I found the film a little difficult as I don’t speak Spanish at and the film is a little fast-paced to begin with. I was interested by the different cultural beliefs of the women in the film, especially by the buying and maintaining of your own gravestone before you die and the belief in spirits manifesting themselves to help you through crisis. I thought Pedro Almodóvar directed well and I loved the location of the film and thought the scenery was good. The storyline is quite original, which is refreshing (take note Jurassic World!) and the acting was fantastic. However I thought the script let the film down a little. Raimunda is a very strong woman, but given what she has been through she doesn’t seem to quiver from a strong or happy disposition. It seems that in the writing of the script, the writer’s thought they didn’t have time to add a scene showing the situation overcoming Raimunda. I’m not saying it’s a bad thing to have a strong female lead – but it may be a little unrealistic to aspect someone to go through so much and not breakdown at least once. Another downside is the dialogue is a little fast paced and takes some time to get use to reading so quickly – but never the less a very good film that is well worth a watch!

Hello

I’ve tried many times to start and maintain a blog…starting, I find, is not the problem. Maintaining it is the problem. I’ve tried to stick to one theme and quickly I found that I ran out of motivation, interest and simply time.

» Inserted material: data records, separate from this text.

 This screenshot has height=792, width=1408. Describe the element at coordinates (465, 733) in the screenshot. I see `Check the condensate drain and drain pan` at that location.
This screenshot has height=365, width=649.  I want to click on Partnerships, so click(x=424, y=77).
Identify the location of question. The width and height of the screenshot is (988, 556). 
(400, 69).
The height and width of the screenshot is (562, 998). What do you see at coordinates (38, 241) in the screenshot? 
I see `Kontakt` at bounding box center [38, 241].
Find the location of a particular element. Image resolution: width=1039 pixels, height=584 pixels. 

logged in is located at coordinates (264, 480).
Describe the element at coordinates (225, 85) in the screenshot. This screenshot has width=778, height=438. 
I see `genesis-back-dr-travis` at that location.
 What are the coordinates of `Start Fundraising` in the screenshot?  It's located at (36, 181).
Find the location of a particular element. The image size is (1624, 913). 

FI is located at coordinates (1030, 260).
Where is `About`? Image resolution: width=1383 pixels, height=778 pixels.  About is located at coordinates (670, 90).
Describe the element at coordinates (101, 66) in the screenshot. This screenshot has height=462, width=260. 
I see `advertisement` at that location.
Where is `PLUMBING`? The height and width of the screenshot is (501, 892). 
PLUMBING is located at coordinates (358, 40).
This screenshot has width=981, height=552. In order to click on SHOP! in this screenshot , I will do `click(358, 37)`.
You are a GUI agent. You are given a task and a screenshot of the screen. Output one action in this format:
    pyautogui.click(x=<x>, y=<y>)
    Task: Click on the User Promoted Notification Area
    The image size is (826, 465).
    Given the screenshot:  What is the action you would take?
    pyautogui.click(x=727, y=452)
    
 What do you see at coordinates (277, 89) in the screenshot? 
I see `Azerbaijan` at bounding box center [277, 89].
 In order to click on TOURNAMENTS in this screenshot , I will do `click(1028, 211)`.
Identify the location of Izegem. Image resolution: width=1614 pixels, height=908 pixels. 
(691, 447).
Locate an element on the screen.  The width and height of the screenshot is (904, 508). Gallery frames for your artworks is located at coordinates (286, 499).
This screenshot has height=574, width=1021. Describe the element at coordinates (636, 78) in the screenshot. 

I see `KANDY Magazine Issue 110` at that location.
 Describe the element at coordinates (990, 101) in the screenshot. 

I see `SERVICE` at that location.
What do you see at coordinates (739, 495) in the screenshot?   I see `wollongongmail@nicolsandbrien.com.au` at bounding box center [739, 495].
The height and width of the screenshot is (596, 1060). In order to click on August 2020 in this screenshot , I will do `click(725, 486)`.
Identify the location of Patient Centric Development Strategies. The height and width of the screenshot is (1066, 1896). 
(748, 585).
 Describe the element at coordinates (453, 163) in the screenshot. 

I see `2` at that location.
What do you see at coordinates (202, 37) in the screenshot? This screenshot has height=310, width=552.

I have tried writing about my research interests as an academic – that lasted two posts.

I have tried writing about my interest in all natural, do it yourself beauty – that lasted three posts.

However, now my friend has asked me to start writing film reviews on his blog post – I thought if I was going to do them there, it might be nice to have my own blog to keep them stored on – and maybe write about some of the other things I enjoy too but on one combined blog, rather than separate themed ones.

So I guess it’s wish me good luck as I try again to write yet another blog! – Who know’s maybe this time I’ll make it to four posts before giving up.